I'm going to stop there. Hoover wasn't responsible for it. Coolidge was. The Depression started barely seven months after Hoover got in office, so how could he screw it up enough? The answer was that the ticking bomb was started by Coolidge, and passed on to Hoover. In a Smith victory, the Depression would have started, after all, the Roaring Twenties was one ginormous bubble.
 

JRScott

Banned
I'm going to stop there. Hoover wasn't responsible for it. Coolidge was. The Depression started barely seven months after Hoover got in office, so how could he screw it up enough? The answer was that the ticking bomb was started by Coolidge, and passed on to Hoover. In a Smith victory, the Depression would have started, after all, the Roaring Twenties was one ginormous bubble.

He immediately began overregulation policies which directly led to the collapse of the stock market.

The Great Depression was only the Great Depression in the USA, all other countries recovered within 3-5 years, it lasted 10 years in the USA due to FDR and the New Deal.

Hoover was also in charge of the Commerce Department during the Coolidge administration, mostly to pacify his wing of the party, much of what caused the collapse of 29 was Hoover's doings not Coolidge.

It's kinda like Barack Obama claiming everything is George Bush's fault despite that when Obama was a Senator who voted for the spending, debt and war funding.

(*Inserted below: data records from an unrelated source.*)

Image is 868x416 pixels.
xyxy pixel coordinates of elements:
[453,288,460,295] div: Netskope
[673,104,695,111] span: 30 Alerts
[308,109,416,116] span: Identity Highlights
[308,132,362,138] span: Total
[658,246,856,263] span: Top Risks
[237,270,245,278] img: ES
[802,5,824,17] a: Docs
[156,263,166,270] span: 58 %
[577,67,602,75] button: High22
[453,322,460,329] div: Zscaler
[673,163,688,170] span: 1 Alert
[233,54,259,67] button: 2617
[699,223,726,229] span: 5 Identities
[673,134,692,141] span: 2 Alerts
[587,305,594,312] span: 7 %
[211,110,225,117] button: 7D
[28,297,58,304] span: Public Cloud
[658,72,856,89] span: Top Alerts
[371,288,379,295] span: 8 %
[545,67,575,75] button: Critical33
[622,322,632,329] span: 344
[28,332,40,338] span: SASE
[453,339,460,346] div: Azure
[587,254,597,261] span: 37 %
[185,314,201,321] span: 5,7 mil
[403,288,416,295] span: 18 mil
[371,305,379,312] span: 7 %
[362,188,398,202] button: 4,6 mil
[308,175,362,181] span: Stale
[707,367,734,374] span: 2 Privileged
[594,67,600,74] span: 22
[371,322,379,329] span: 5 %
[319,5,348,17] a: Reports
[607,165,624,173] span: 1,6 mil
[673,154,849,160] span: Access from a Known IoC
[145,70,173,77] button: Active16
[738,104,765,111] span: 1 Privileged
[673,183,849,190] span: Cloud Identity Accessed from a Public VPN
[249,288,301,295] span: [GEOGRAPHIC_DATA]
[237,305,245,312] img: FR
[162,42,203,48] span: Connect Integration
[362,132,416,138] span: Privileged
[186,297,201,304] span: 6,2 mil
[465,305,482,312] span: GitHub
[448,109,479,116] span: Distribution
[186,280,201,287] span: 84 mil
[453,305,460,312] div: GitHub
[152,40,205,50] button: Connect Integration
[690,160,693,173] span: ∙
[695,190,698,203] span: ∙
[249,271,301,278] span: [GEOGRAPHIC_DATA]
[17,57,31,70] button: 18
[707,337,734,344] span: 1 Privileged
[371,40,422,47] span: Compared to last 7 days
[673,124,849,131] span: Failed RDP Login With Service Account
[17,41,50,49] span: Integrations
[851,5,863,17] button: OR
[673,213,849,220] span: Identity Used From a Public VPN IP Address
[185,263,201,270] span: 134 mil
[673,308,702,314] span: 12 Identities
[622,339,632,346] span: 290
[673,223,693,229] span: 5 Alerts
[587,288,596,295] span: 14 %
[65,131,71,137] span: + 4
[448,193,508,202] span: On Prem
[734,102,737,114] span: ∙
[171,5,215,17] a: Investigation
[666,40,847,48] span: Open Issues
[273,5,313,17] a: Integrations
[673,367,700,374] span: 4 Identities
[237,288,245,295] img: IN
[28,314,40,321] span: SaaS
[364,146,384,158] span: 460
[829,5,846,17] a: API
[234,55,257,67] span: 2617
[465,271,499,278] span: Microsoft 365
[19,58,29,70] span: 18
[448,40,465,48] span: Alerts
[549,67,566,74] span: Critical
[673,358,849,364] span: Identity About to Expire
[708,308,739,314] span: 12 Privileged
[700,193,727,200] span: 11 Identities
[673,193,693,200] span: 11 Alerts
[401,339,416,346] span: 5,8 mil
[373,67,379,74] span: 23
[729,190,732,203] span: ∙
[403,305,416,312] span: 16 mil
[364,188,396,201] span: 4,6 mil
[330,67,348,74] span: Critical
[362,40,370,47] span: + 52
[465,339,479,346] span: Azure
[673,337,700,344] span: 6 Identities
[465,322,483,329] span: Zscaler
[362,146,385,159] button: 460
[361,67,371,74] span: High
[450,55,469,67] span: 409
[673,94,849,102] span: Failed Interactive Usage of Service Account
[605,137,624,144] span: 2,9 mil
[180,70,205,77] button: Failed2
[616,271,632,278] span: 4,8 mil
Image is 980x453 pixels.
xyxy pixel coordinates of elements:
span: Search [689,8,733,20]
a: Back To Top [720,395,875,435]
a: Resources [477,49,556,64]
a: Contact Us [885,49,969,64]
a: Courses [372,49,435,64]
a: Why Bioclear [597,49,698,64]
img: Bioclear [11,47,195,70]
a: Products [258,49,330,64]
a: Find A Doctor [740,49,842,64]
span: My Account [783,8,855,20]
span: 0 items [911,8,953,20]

Bush just rubber stamped it because they'd only pass bills in the 11th hour and without them essential services would shut down.
 
I know FDR didn't run in '28 (although I don't claim that the 1920's are my era I know most about; heck, the era I know most about is 1750-1918), but that boating accident was the most convenient way to kill him off. :p

I was researching and found that Smith did indeed carry the South OTL, which was quite surprising, as the South still doesn't seem to look at Catholic candidates the same way. It''s even more shocking with the influence of the KKK back then.